I breathed what I hoped didn’t look like too big a sigh of relief. This was going to be easy and it involved absolutely no effort on my part except to remind her, “The volunteers don’t have lockers anymore.”
“Of course.” Her smile was shaky. “You were in on the meeting when we decided we would no longer provide lockers to the volunteers. Like Jim said then, it’s too much of a liability from a security standpoint, what with having to keep an eye on their personal possessions and then having the volunteers going up and down those steps into the basement. A lot of them aren’t as young as they used to be, you know, and I’d hate to think that someone might slip and fall. And it’s not like the old days when most of our volunteers lived right in the neighborhood and walked to work. Back then, they needed a place to store umbrellas and coats and things.
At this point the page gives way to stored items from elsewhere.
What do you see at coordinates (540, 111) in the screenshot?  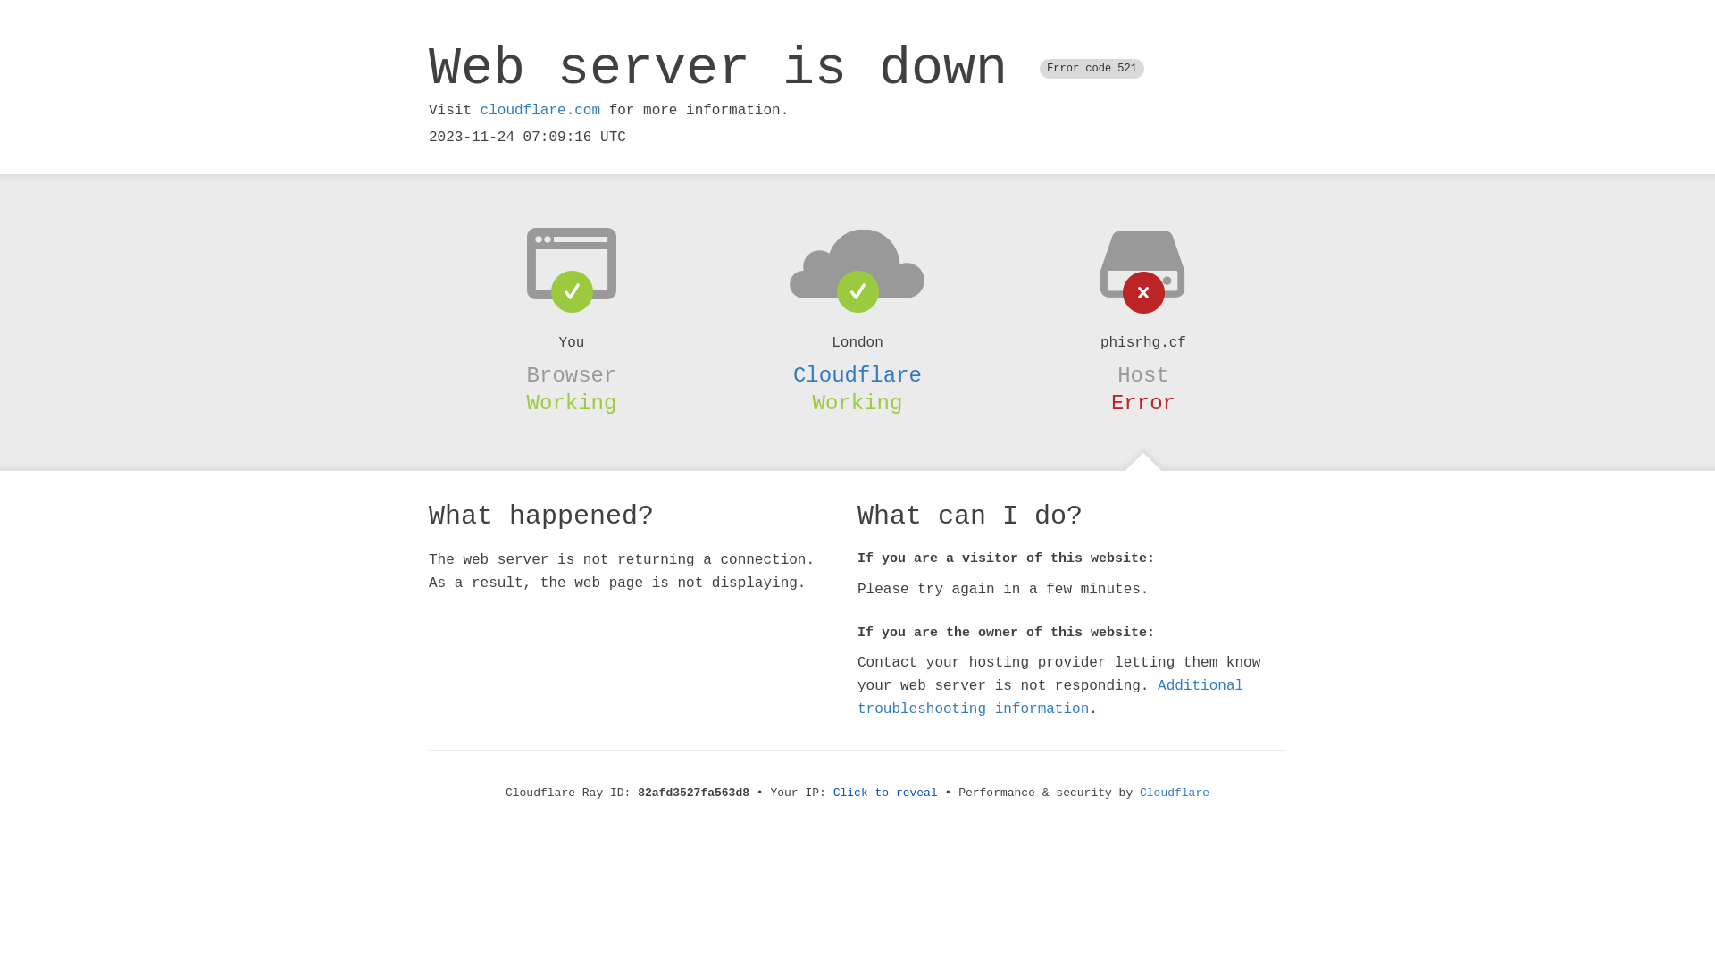 I see `cloudflare.com` at bounding box center [540, 111].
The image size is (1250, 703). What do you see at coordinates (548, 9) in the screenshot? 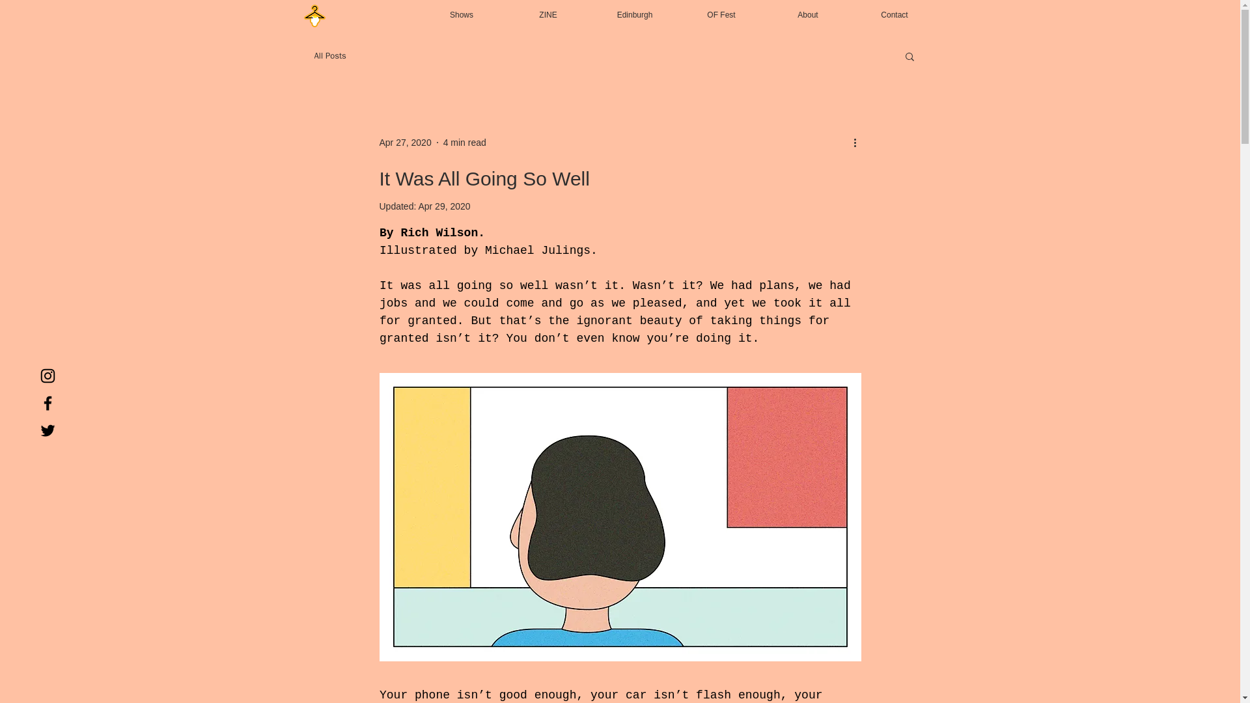
I see `ZINE` at bounding box center [548, 9].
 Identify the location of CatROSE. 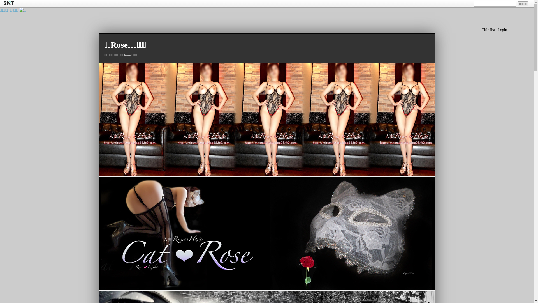
(267, 233).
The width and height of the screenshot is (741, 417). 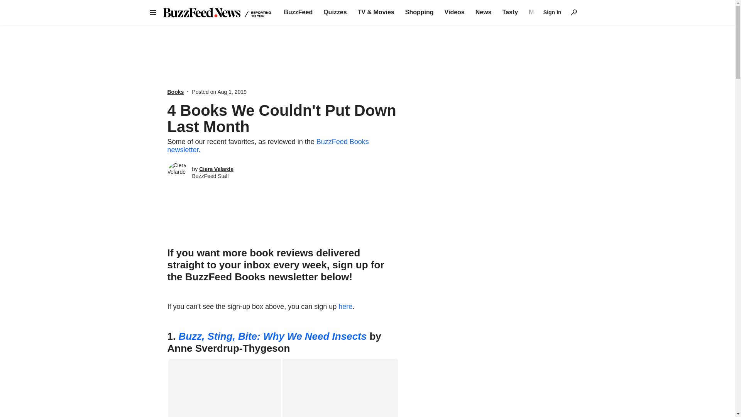 What do you see at coordinates (483, 12) in the screenshot?
I see `News` at bounding box center [483, 12].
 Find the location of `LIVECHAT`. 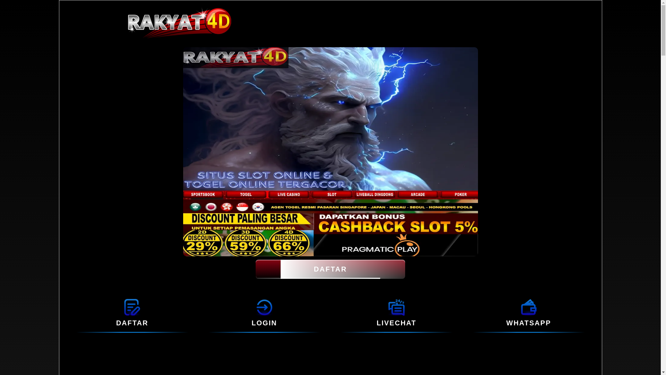

LIVECHAT is located at coordinates (396, 307).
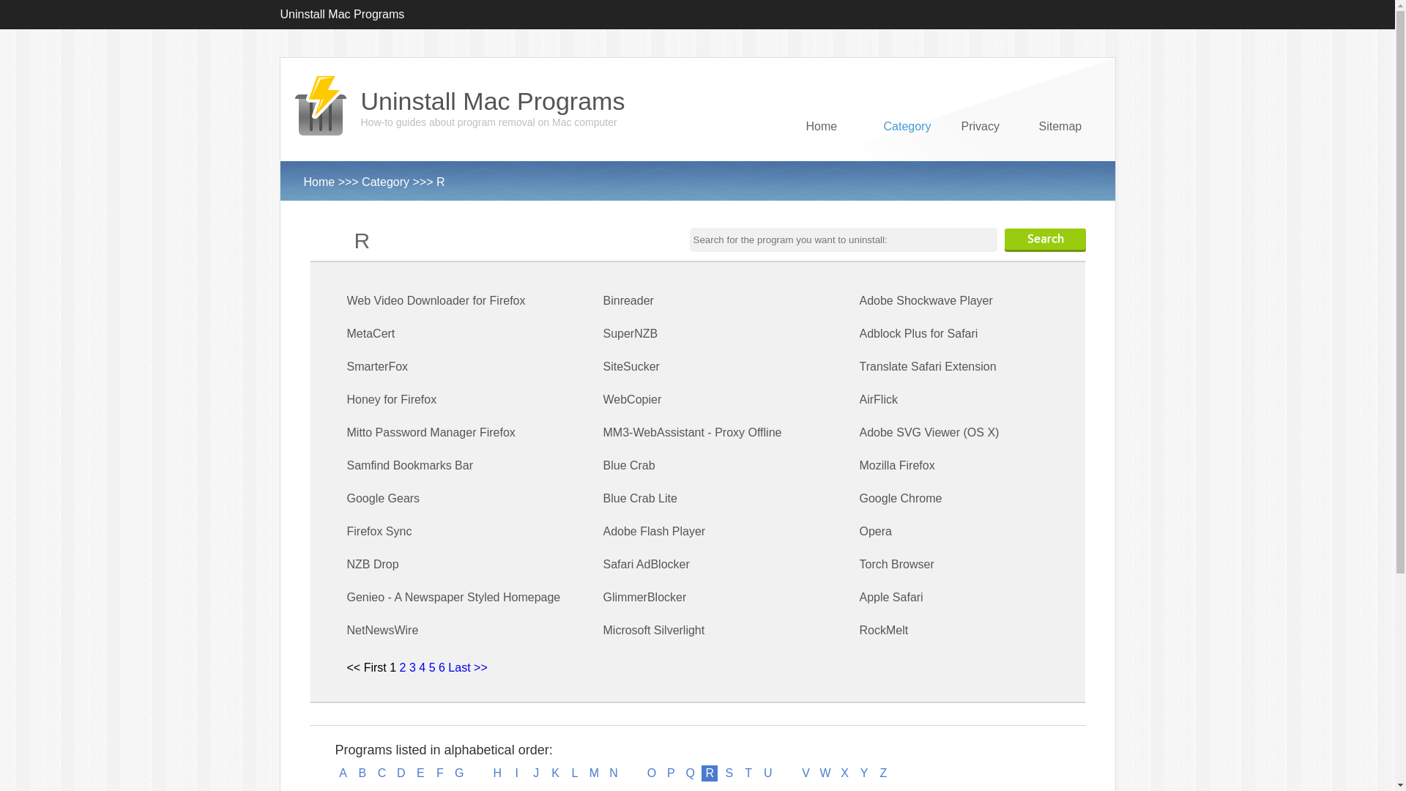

Now most of our volunteers live outside the area, and they drive here to the cemetery. They leave a lot of their stuff in their cars, and their coats, of course, get hung in the main coatroom off the reception area. You remember how Jim thought that was such a good idea. Jennine can see the coatroom, right from her desk, and we don’t have to worry about anything getting misplaced or stolen.”
I nodded, and waited for more, but even before Ella said it, a spark ignited inside my brain. Like that idea was the rocket that propelled me, I rose to my feet. “But Marjorie was a volunteer for a long time. That means—”
“She still had her locker.”
We finished the thought in unison.
A world of possibilities spun through my head, but before I could get them in any sort of order, Ella continued. “She was told not to use it anymore, but you know how Marjorie could be. She thought she was special and she didn’t have to follow the rules like everyone else. I just thought of it a bit ago, the locker I mean, and I went downstairs to check and . . .”
“You found something?” My spirits soared to the ceiling. If the clue I needed to wrap up the case was under my nose all this time, I’d give myself a mental slap—but not until I flaunted my success in front of Quinn. I was moving toward the door even before I realized it and I only stopped when Ella put a hand on my arm.
“I didn’t find anything. Not exactly,” she said. “I mean, I didn’t even look inside the locker. I just came right up here to get you.”
“Because . . . ?”
She led the way. “Come on. I’ll show you.”
I
hate basements. They’re mostly damp and stinky, and the dark and the quiet along with the moldy smells freak me out. This is especially true at Garden View, where the basement of the administration building is as old as the cemetery itself and had once (back in the olden days) been used to store bodies in the winter when the gravedigger’s shovels couldn’t penetrate the frozen ground.Naturally, I wasn’t at all sorry when Jim decided to eliminate the locker room down there. It meant I never had a reason to go into the basement.
Except, of course, when Ella had a hold of my arm and was leading the way.
We got to the door outside what used to be the volunteer locker room and she drew in a calming breath. “You ready?” she asked.
“I’m not sure. If there’s a body, or—”
“Oh, it’s nothing like that,” she said. She pushed open the door and flicked on the overhead fluorescent lights.
It took a moment for my eyes to adjust to the dull light. In the recent past, the locker room had been used for storage, and against the wall to my right, there were boxes piled on the tan linoleum floor. At the far, shadowy end of the room was a door that I knew opened up to stone steps that led right into the cemetery. Directly across from the door were two rows of gray metal lockers with a wooden bench between them.
“That’s Marjorie’s,” Ella said, pointing to the left, all the way down at the end of the row and farthest from the door. “It was just like that when I came down here.”
“Just like . . .” I closed the distance between the door and locker, taking a closer look. “It was open? It was—?”
Ella nodded.
I stood in front of the locker. Not only was it opened, the lock had been forced, and it didn’t take a genius detective to figure that out. The door near the lock was smashed and dented.
The contents of the locker itself looked as if they’d been put through a blender. “Ransacked,” I mumbled. “Just like Marjorie’s house.”
“What do you suppose they took?”
I’d been so busy examining the locker, I hadn’t realized Ella had crossed the room and was standing right in back of me. When she spoke, I jumped.
“Sorry.” She patted my arm and leaned forward. “What do you suppose they took?”
I shrugged. “If something’s missing, we can’t possibly know what it is.” I was tall enough to see up on the top shelf of the locker. “Head scarves,” I said, making a face as I plucked a pile of the nasty, filmy things out of the locker and handed them to Ella. “Our thief didn’t take them, so whoever it was, he had better taste than Marjorie.”